Good afternoon, fellow traveller, guten Morgen, and a pleasant evening to you!
Thank you for taking this moment with us.
Today, we're sharing some thoughts about this newsletter, exploring the reasons and the context behind this new project.
Our world is a tapestry of complexity. Whilst questions may be simple, answers rarely are. Everything interweaves; cause and effect often lie leagues apart, their connecting threads tangling swiftly in our minds. Hence, our mission: to pose questions and resist the temptation of simple answers. To take positions, yes ā but more importantly, to put these positions up for discussion, remaining open to change. To question. To probe deeper. To embrace the world's complexity whilst trying not to lose our bearings entirely.
Do write to us, stay connected! We look forward to sharing this journey with you.
A Complex World
By
American psychologist Jerome Bruner asserted that narrative is the primary interpretative and cognitive device that humans, as socio-culturally situated subjects, use in their life experience.1. Through storytelling, human beings confer sense and meaning to their experiences, delimiting coordinates of knowledge that guide them through situations, events, and actions. On these foundations, they plan their behaviour.
We need to clarify ourselves, to give and receive explanations. We need to tell in narrative form what happens around us. If this narrative is too complicated, intertwined, and mammoth, we become frightened by the cognitive effort required to untangle the threads, we lose interest in following the story, and abandon it. We then find an alternative story, more stimulating and connected to what we believe in, and therefore more comfortable. As we continue telling ourselves this alternative story, our neurons will create new neural networks, leading us to believe in what we are telling ourselves, transforming it into memories and ultimately into our facts.

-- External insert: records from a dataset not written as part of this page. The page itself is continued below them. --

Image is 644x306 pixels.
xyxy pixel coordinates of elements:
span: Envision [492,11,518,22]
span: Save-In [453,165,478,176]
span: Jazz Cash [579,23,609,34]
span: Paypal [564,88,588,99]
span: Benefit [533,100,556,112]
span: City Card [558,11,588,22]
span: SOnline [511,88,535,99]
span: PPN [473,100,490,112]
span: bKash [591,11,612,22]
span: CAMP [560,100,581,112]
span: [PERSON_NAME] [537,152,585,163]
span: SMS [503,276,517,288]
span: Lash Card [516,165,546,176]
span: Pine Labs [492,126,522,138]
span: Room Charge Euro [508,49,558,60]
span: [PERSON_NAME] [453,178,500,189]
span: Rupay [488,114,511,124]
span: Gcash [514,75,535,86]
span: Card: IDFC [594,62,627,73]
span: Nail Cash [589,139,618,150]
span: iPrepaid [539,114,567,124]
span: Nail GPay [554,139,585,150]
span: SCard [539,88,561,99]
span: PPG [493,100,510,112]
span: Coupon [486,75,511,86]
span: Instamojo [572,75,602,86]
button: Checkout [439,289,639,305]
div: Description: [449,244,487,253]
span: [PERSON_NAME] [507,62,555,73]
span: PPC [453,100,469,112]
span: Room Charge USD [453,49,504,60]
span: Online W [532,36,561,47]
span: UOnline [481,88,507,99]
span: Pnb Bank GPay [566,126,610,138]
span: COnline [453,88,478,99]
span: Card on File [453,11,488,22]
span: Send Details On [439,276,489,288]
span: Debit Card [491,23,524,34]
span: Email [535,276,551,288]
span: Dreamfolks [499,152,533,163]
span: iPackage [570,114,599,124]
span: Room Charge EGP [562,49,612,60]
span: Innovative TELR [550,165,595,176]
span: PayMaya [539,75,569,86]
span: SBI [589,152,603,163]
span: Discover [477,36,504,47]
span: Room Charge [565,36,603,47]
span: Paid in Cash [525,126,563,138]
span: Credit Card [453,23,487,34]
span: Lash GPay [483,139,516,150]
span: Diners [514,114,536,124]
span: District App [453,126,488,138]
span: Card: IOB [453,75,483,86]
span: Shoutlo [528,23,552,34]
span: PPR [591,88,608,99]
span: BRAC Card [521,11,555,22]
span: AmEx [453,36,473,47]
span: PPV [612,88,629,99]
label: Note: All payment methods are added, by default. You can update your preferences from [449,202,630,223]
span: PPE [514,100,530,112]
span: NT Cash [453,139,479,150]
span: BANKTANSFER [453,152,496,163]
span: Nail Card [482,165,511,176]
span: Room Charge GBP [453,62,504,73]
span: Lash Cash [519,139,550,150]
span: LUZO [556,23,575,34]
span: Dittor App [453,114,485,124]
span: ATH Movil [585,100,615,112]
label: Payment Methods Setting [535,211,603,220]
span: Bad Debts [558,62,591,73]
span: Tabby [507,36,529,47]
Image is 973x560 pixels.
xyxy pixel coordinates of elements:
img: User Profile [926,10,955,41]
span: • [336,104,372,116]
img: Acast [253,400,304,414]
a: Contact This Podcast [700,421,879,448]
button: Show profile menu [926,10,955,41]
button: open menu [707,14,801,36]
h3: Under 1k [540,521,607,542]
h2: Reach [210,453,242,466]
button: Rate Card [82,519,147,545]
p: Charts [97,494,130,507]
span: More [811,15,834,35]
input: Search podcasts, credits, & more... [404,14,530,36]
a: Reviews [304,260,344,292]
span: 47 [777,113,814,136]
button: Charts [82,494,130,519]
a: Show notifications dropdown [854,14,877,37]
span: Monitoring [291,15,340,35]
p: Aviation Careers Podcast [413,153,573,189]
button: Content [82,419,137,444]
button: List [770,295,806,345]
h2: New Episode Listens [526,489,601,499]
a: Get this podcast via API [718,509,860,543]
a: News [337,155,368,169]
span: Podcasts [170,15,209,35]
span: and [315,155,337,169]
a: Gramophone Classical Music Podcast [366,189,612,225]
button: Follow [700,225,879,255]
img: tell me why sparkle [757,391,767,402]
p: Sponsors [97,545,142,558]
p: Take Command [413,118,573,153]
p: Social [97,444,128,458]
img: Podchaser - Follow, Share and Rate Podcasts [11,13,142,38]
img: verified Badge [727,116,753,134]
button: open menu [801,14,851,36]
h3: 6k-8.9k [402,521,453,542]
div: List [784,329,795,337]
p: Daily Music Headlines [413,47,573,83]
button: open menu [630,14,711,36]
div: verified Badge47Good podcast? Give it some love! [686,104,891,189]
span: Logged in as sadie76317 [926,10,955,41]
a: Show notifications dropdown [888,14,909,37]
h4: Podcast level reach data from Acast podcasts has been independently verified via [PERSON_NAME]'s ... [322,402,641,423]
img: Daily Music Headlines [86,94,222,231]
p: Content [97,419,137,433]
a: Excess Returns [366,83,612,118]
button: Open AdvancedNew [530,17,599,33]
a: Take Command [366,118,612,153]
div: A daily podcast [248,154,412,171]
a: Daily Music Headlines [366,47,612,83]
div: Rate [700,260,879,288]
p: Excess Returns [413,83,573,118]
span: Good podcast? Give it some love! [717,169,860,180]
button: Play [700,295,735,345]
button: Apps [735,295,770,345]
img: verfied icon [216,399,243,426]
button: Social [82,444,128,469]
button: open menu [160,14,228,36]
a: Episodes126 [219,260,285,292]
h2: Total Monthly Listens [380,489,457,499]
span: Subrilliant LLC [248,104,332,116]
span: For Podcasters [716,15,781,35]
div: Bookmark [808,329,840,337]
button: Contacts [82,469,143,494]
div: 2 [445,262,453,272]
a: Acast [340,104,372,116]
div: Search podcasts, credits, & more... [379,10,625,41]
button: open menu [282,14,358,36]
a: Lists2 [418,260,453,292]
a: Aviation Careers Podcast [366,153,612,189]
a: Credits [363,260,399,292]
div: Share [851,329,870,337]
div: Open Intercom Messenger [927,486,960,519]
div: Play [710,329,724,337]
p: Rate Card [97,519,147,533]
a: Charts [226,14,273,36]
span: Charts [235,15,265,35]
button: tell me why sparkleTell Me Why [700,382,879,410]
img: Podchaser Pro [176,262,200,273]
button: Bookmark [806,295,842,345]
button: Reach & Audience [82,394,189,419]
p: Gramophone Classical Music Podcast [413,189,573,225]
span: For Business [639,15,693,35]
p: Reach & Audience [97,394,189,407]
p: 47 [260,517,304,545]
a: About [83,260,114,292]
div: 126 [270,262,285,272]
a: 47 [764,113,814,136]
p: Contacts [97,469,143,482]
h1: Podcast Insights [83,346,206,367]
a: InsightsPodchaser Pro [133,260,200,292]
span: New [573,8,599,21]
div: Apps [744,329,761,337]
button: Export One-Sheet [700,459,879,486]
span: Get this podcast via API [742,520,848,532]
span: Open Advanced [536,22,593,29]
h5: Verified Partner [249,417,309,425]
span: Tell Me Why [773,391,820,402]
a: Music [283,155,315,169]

Furthermore, when we are told a story that targets our gut feelings and hooks into our fears or values, even unconscious ones, it becomes more likely that accept this story and take it as truth.
This is how conspiracy theories are formed. They often develop a them versus us narrative and include enemies that must be defeated. The well-known chemtrails conspiracy theory, which emerged in the 1990s2, is a good example. You will remember: It claims that powerful entities are controlling the climate and poisoning us with substances released from aircraft at high altitudes. True is that these trails are nothing more than condensation trails caused when hot water vapour from aircraft engine exhaust mixes with cold ambient air in the upper atmosphere.3
It is also true that this condensation can carry heavy metals and pollutants that are merely waste products from aircraft combustion engines. So yes, they partly fuel the greenhouse effect and contribute to air pollution.
This explanation is not exhaustive, but it is certainly more complex than a conspiracy theory, and it does not include a them versus us narrative. That is precisely the point. A complex narrative hurts4 at a cerebral level, requiring significant cognitive effort, often accompanied by a shocking realization such as an involuntary assumption of responsibility. Instead of accusing enemies that must be defeated, we must ask ourselves: is it sustainable how frequently we use aeroplanes to reach our destinations, for pleasure or work?
Simple narratives are typically widely spread through social media, which, as we know, crystallize and polarize people's opinions, targeting their gut feelings and showing them only what they want to see. Here too, complexity reigns supreme: our work and private lives are built upon these networks, about these technical beings, as Carlo Milani defines them in his book Convivial Technologies (sadly only available in Italian for now). Should we therefore eliminate them and return to a form of non-digital primitivism? It is certainly not possible, but it is necessary to understand the human and technological dynamics through which these beings came to light. Understanding these directives means distributing power and knowledge on a large scale, avoiding the technocratic power centralization typical of multinational corporations, to devise a functional conviviality with our devices that relies on local and small social dynamics. Certainly, a complex procedure that, again, requires effort from each of us.
This is the effort we wish to pursue with this newsletter. This is the challenge that ignites us: encountering and grappling with ideas different from our own to forge a new and more articulated thought train ourselves in a kind of communication that can make new connexions flourish.
After all, doubt helps. It costs effort, creates discomfort as it is not a direct and simple solution, but a challenge which creates continuous questions. We live in an increasingly globalized and complex world, and in this complexity, we need to navigate by sight inside and outside ourselves to define the coordinates necessary to build a new society on the brink of a dying one. We therefore want to keep our eyes and minds wide open, building a convivial network with our companions in time and our technological tools, with the peace of heart that comes from knowing that, ultimately, definitive answers do not exist.
Change My Mind!
(Bruner, 1988, 1992)
The theory gained traction after the United States Air Force published a 1996 report titled Weather as a Force Multiplier: Owning the Weather in 2025, which discussed future weather modification systems for military objectives.
The Unpleasantness of Thinking: A Meta-Analytic Review of the Association Between Mental Effort and Negative Affect, Louise David, Eliana Vassena and Erik Bijleveld
Ottima proposta. Faccio fatica con l'inglese, ma ho capito.